A postal worker’s act of kindness for a woman’s teenage son doing basic training in the North Dakota Army National Guard has left her in floods of tears.
Lisa Gafkjen’s son, Tayder, 19, has been away from them for a while now, and obviously, the family has been missing him and waiting for his letters. But what shocked them recently was an act of kindness by a window clerk at a post office who went beyond to make sure their son’s letters reached them.
Lisa shared a photo of an envelope full of letters Tayder sent her that were covered in writing. She recognized her son’s handwriting and then she saw someone else’s as well. “I read his part first and it said he hadn’t gone to the store yet when I talked to him last,” she said.
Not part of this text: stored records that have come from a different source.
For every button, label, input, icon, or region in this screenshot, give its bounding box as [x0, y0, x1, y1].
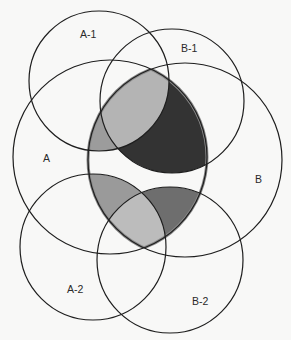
- venn-diagram: A-1 B-1 A B A-2 B-2: [0, 0, 291, 340]
- label-a-1: A-1: [80, 28, 97, 40]
- shading-in-A-and-B: [20, 11, 244, 333]
- label-b-2: B-2: [192, 295, 209, 307]
- label-b-1: B-1: [181, 42, 198, 54]
- label-a: A: [43, 152, 50, 164]
- shading-in-A: [20, 11, 244, 333]
- label-a-2: A-2: [67, 283, 84, 295]
- label-b: B: [255, 173, 262, 185]
- venn-svg: A-1 B-1 A B A-2 B-2: [0, 0, 291, 340]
When she started reading it, the words, “Pd. by window clerk” with an arrow pointing to “Thank you for protecting my freedom,” really touched her heart. She said that the postal worker had seen that Tayder had run out of stamps and hadn’t been the store, so that moved the worker to buy the postage stamps for $3.67 from out-of-pocket so that his letters could reach home.
“It was pretty emotional,” Lisa blurted out on realizing how those letters came home. “I was fighting back the tears, the postal worker paid his postage. It was really special.”
Lisa wants to meet the postal worker face-to-face one day and thank the person for such a heartwarming kind act to her son and her family.
“And let us not grow weary of doing good, for in due season we will reap, if we do not give up. So then, as we have opportunity let us do good to everyone, and especially to those who are of the household of faith.” Galatians 6:9-10.